The 72-year-old, who hasn’t been named, said she was heading to bed when she heard an “almighty bang” that left her house shaking.
She dismissed the noise as her chimney breast collapsing after the recent bad weather in Anglesey and went to sleep, Daily Post reports.
But the woman claims she was amazed when she went in the garden the next day to find up six huge rocks just 6ft from her back door.
The great-grandmother said: “The only logical explanation I can think of is a meteor shower.
“That or someone has a huge, old fashioned catapult that they would have used to launch boulders at castles back in the day.
“I waited to check outside until the following morning because at the time it was dark and raining.
“I was puzzled and trying to work out how on earth they came to be there.
“A couple of days later I bumped into my neighbour and they had heard the bang too.”
According to the UK Meteor Network, a meteor was captured 18 different cameras at around 10.40pm on the night the boulders apparently appeared.
The Met Office also confirmed it is “not likely” the weather played a part in the rocky riddle.
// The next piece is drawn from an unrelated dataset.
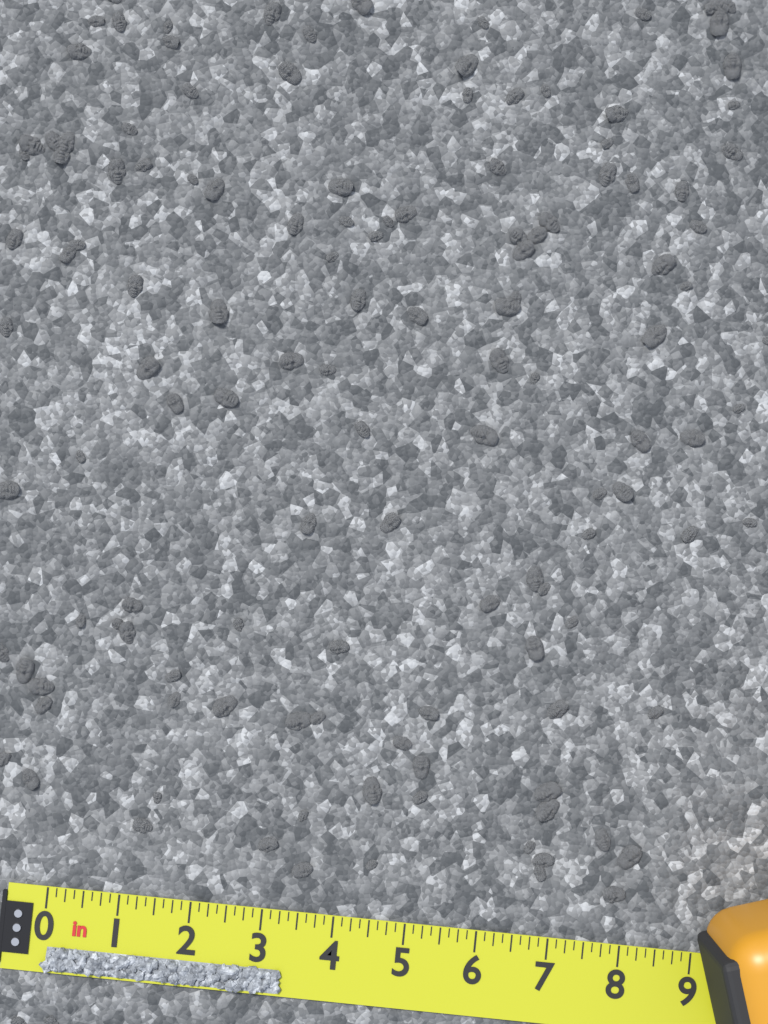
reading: 3.375 in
The woman said: “There’s nothing around here – I live in an end terrace house with a railway to the side of me and a road to the front, so it’s not as if they could have fallen down from anywhere.
“The biggest one is about two foot wide and would take a few strong men to lift it.
“I did try to move one of them to see if there was a crater underneath but I couldn’t lift it.
“I don’t really know what to do about it now.”
Meteorites are one of the rarest materials so there is a very slim chance any of us will ever see one.
Scientists say there are several properties that can help distinguish a meteorite from a normal rock – including how heavy they are.
The space rocks contain metallic iron and dense minerals so are much heavier than usual boulders.
Meteorites are also magnetic and rarely rounded with most containing a fusion crust where it melted as it passed through the atmosphere.
Most rocks that appear in a garden are formed when the ground freezes – causing them to bubble up from beneath the surface.
There have also been instances of boulders rolling down a hill or mountain near a home and crashing into a garden.